Adoption: Active users by role and workflow coverage. Track role-based penetration, not logins. If your marketing team has 200 licenses and 12 people use AI weekly, you have an adoption problem.
Quality: Output accuracy. Hallucination rate in critical contexts. Escalation rate to humans. Define acceptance tests per workflow.
Risk: Model inventory completeness. Validation coverage. Incident rate and severity. If you can't list your models, you don't control them.
Cost: Cost per successful transaction. Inference cost per workflow. Budget variance. Apply FinOps discipline to AI spend the way you would to any variable supply chain.
Quick test: Can your CFO pull a single view showing AI spend, value delivered, and risk posture? If not, you don't have AI governance. You have AI hope. See how Spicy Advisory helps enterprises build executive AI oversight.
The Executive Mistakes I See Repeated Everywhere
After training teams across industries (from luxury goods to government agencies to financial services), these are the mistakes that come up again and again at the leadership level.
Treating AI as an IT rollout. AI changes how people work. IT deploys software. These are different problems. When the VP of Marketing owns the adoption target, things move. When IT owns "the AI project," you get demos that nobody uses.
Funding demos while starving the platform. Every exec loves a shiny pilot. But if you don't fund the shared data layer, evaluation tooling, and security controls underneath, those pilots can't scale. And scaling is where the money is.
Over-automating before quality thresholds exist. The Air Canada chatbot case is the clearest example. Their bot gave a customer wrong information about bereavement fares. The airline argued the chatbot was "a separate legal entity." The tribunal didn't buy it. The company was held responsible. AI outputs are corporate outputs. Act accordingly.
Klarna's correction.
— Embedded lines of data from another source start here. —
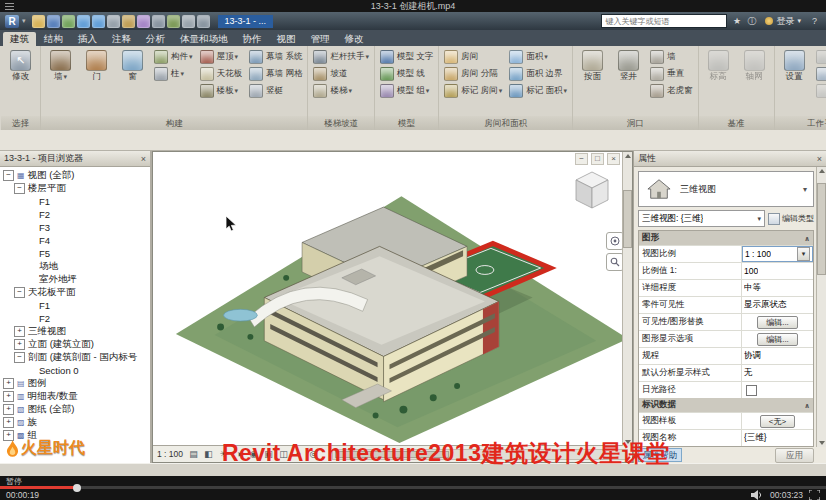 Image resolution: width=826 pixels, height=500 pixels. What do you see at coordinates (75, 332) in the screenshot?
I see `tree-item-3d-views: +三维视图` at bounding box center [75, 332].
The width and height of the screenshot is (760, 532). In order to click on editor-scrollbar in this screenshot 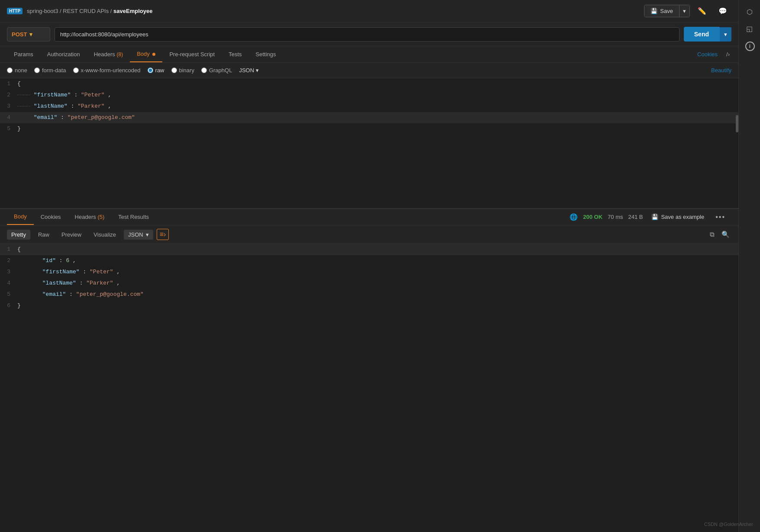, I will do `click(737, 124)`.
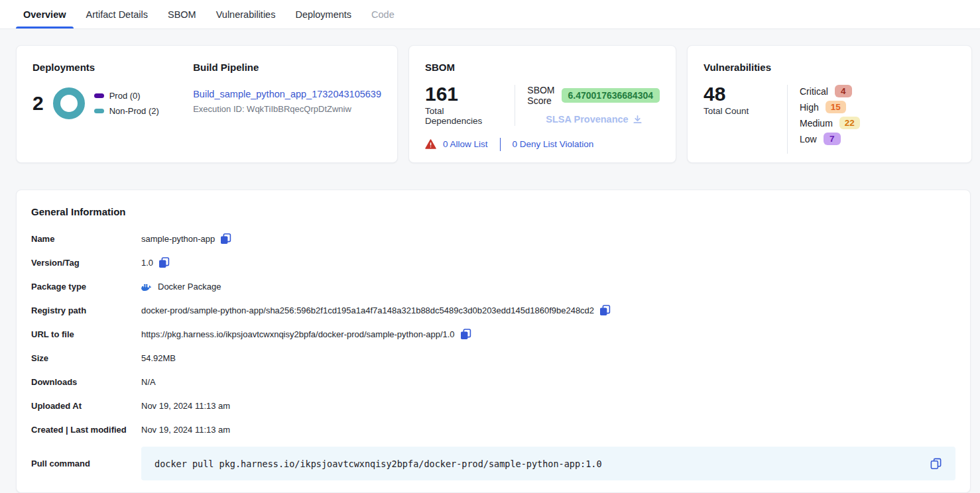 This screenshot has width=980, height=493. I want to click on uploaded-at-label: Uploaded At, so click(86, 406).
Klarna publicly reported major automation wins from customer service AI and reduced its vendor spending. Then the CEO told Reuters they "over-indexed" on AI for cost cutting and had to reverse course, shifting focus to growth and product quality, and going back to hiring humans. Aggressive automation without quality thresholds and human fallback creates reversals.
Scaling models into high economic exposure. Zillow's home-buying operation is the cautionary tale. The company wound it down, citing forecasting difficulty at scale and the operational volatility that came with it. Model error becomes existential when coupled to balance sheet exposure. Match model maturity to economic risk.
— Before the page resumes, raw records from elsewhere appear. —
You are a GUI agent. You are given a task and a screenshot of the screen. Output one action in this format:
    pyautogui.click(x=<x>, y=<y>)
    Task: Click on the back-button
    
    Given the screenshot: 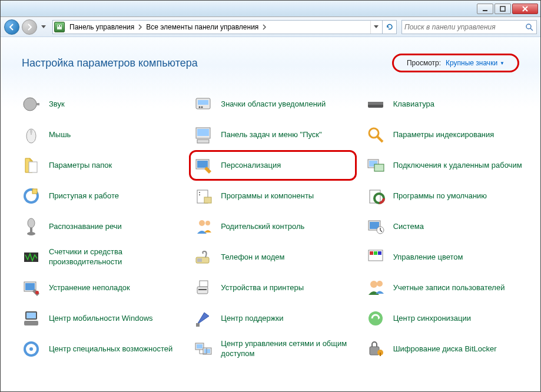 What is the action you would take?
    pyautogui.click(x=12, y=27)
    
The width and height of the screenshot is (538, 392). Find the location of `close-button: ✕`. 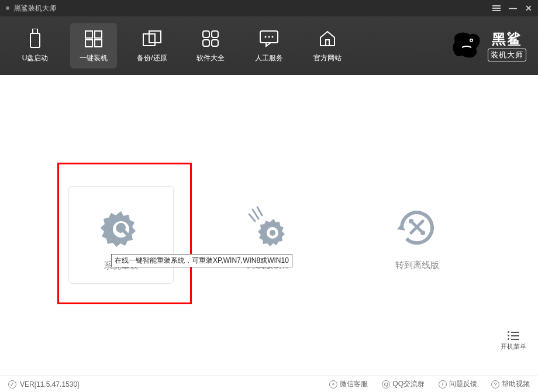

close-button: ✕ is located at coordinates (529, 8).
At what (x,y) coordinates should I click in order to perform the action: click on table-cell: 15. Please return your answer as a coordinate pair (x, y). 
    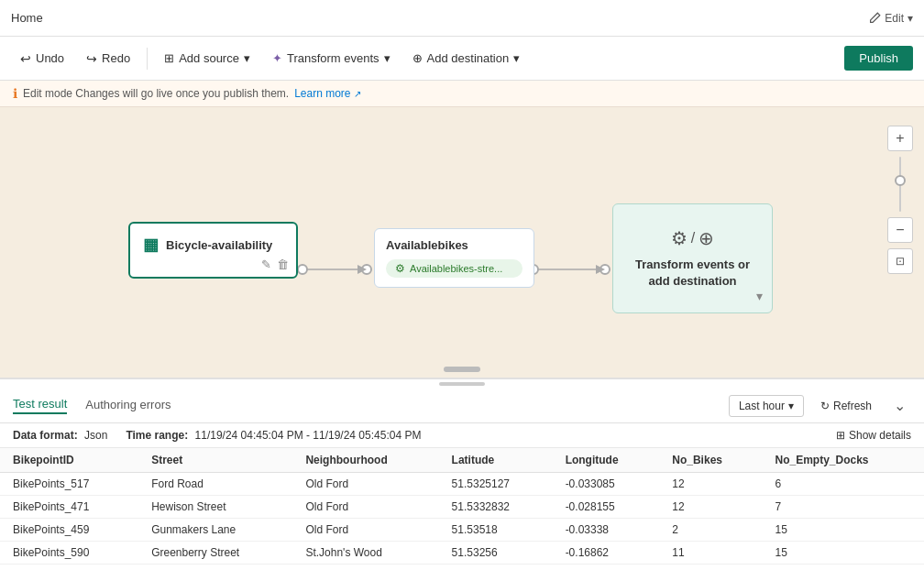
    Looking at the image, I should click on (843, 554).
Expecting instant results. AI adoption is a behavior change program. Behavior change takes months, not weeks. If you're measuring success at the 90-day mark, you're measuring the wrong thing. Measure at 6 months. Then 12. The compounding effect is where the value lives.
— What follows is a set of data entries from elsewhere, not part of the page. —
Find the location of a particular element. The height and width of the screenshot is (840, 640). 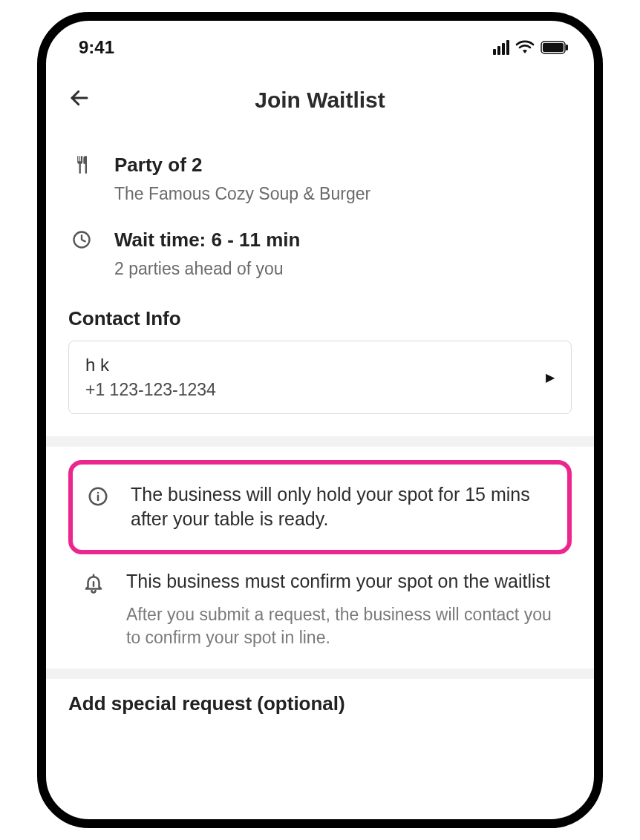

restaurant-icon is located at coordinates (82, 164).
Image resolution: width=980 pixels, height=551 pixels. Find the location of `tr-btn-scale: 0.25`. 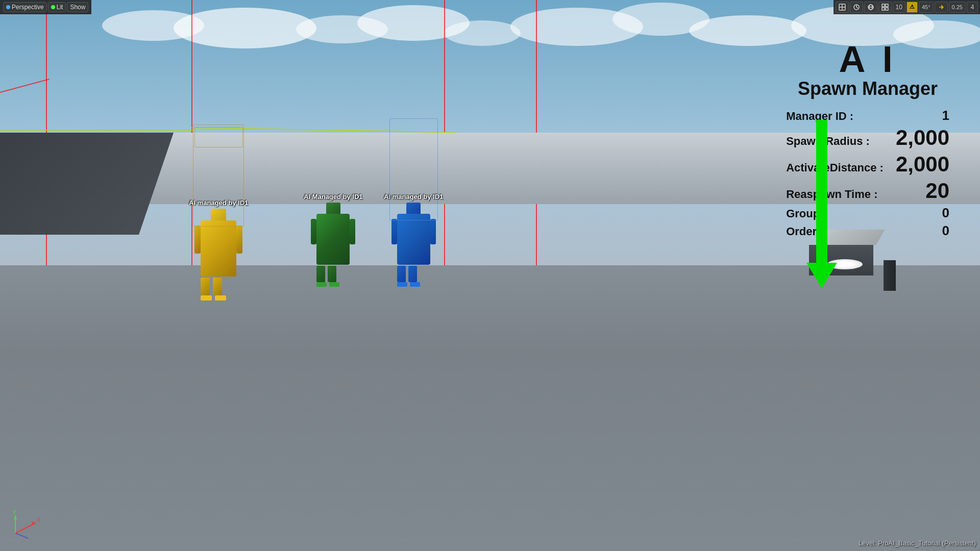

tr-btn-scale: 0.25 is located at coordinates (958, 7).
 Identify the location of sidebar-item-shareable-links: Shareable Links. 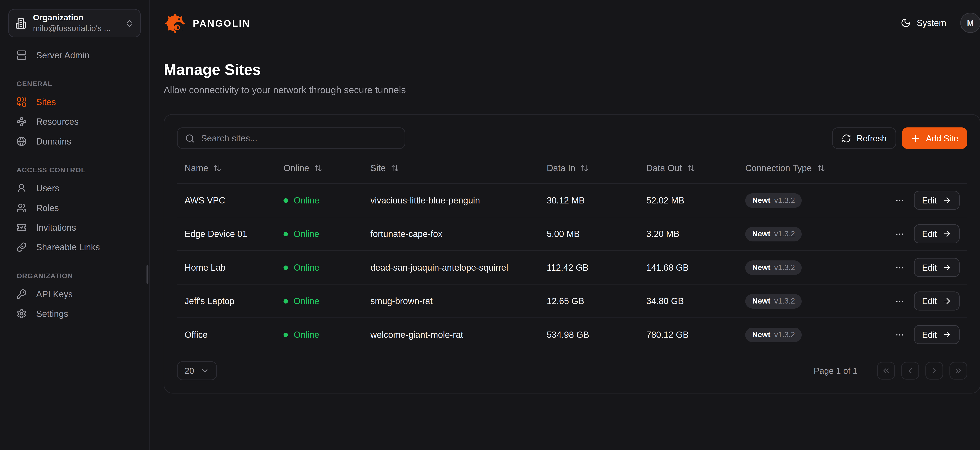
(75, 247).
A Practical Timeline for the Next 36 Months
Months 0 to 3: Foundation
Define 3 to 5 AI outcomes tied to strategy and P&L. Select 10 to 15 candidate workflows. Kill projects with no business owner. Publish an AI policy. Define risk tiers. Start a model inventory. Require your top 200 leaders to go through hands-on AI training (not a webinar, actual practice with real tasks).
Months 3 to 12: Build and prove
Re-engineer 3 to 5 workflows end-to-end. Implement evaluation standards for customer-facing systems. Build reusable components. Scale training to priority roles. Update performance goals to include AI-related outcomes. Roll out adoption programs per workflow with human fallback for customer-facing systems.
Months 12 to 36: Scale and mature
Shift from "use cases" to "AI operating capability." Move to continuous compliance. Treat AI fluency as a baseline competency. Redesign talent pipelines. Build a second wave of business model opportunities. Institutionalize continuous improvement as models and regulations evolve.
The bottom line for executives: AI adoption is a leadership discipline, not a technology purchase. The companies pulling ahead are the ones where the C-suite sets specific workflow targets, funds the platform (not just the pilots), models AI usage personally, and measures outcomes monthly. Everything else is noise. See our executive AI training programs or read our 4-Phase Framework for Enterprise AI Adoption.